Saturday, March 16, 2019

Last week on Art With a Needle


Great drama in our home this weekend; I was awakened at 6 AM Friday with beeping.  Was it a truck backing up?  No, upon exploration it was a never-before-heard alarm from the Bose radio in the living room.  Either the 8-year-old or the 1-year-old, both of whom had been visiting the day before, had apparently activated the alarm while playing with the remote.

After only three minutes of hitting the wrong buttons I managed to turn it off and stumble back to bed.  Mentioned this to my husband, who said he had the user manual in his desk and would look up how to turn the alarm off.

I was awakened again at 6 AM Saturday with beeping.  He had not looked up how to turn the alarm off, but at least I knew how to stop the beeping on the first try.  Later we got out the user manual, followed the directions, and couldn't unset the alarm.  Cussing.  Looked up the Bose website.  Nothing worked.  Cussing.  Finally I noticed that the remote in my hand didn't look like the remote in the user manual.  Guess what -- the Bose in the living room is a different model than the Bose in the kitchen, although they look the same and both have always responded to signals from either remote.  Not that we ever tell the radios to do anything other than turn on and off and change volume.

And the remote sitting in the kitchen belongs to the radio in the living room, while the remote sitting on the table in the living room belongs to the radio in the kitchen.  Since the 1-year-old likes to take things from room to room, we suspect her as the culprit, but then it's always more comfortable to blame somebody else.  The other remote worked.  The alarm will probably not beep tomorrow morning, although I wouldn't put money on it.

Anna left a comment on my post where I described my unsuccessful attempts to make stitched "homes" for our gallery show:  "Thank you for the insight into your process.  I love that you can just push through the try/fail cycle."  Anna, I guess I love that too, although the fail part of that cycle is not much fun.  However, it does help to document the failures.  First, I can often get an amusing (to you, at least) blog post out of the most abject mess.  Second and more important, analyzing failure helps you figure out what to do next, whether that's a tweak to the technical process or an understanding of why something didn't meet your artistic expectations. 

A couple of other readers left comments that they like the stitched homes, even though I rejected them.  I took heart from Mags' and Mac's comments that they like the pyramids, even though they look like they're falling on their faces.  Maybe I will finish them and make more, leaning, bent, crumpled, bulgy.  Among lots of other falling-down structures, they will look deliberate rather than pathetic.  At least that's the plan.  So thank you all for your words of encouragement!

Here's my favorite miniature of the week, a sprig of lavender from California:





 

1 comment:

  1. We, too, have occasional unexplained beeps. Usually ours is a smoke alarm that needs a new battery. It is getting harder (I’m thinking that has something to do with age and my deteriorating hearing.), though, to tell where those beeps are coming from. It IS annoying.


● **What the exercise asks**: Although the entries hold pictures, only their words are printed back, exactly as given.

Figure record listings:
____________

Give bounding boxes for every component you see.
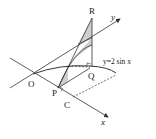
label-c: C [64, 100, 70, 110]
label-p: P [52, 88, 57, 98]
label-y-axis: y [110, 12, 115, 22]
label-q: Q [88, 71, 95, 81]
label-x-axis: x [100, 117, 105, 127]
dashed-c-line [73, 75, 116, 97]
label-r: R [89, 6, 95, 16]
diagram-canvas: O P C Q R x y y=2 sin x [0, 0, 156, 139]
label-origin: O [28, 79, 35, 89]
sine-curve [33, 66, 116, 74]
label-curve-equation: y=2 sin x [103, 57, 131, 66]
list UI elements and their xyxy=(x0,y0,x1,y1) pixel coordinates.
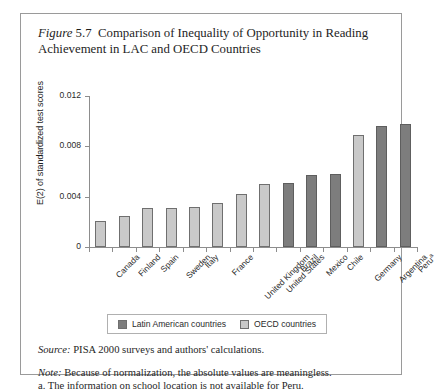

____________

● **Written answer**:
Give bounding boxes for every component you see.
label-c: C [64, 100, 70, 110]
label-p: P [52, 88, 57, 98]
label-y-axis: y [110, 12, 115, 22]
label-q: Q [88, 71, 95, 81]
label-x-axis: x [100, 117, 105, 127]
dashed-c-line [73, 75, 116, 97]
label-r: R [89, 6, 95, 16]
diagram-canvas: O P C Q R x y y=2 sin x [0, 0, 156, 139]
label-origin: O [28, 79, 35, 89]
sine-curve [33, 66, 116, 74]
label-curve-equation: y=2 sin x [103, 57, 131, 66]
list UI elements and their xyxy=(x0,y0,x1,y1) pixel coordinates.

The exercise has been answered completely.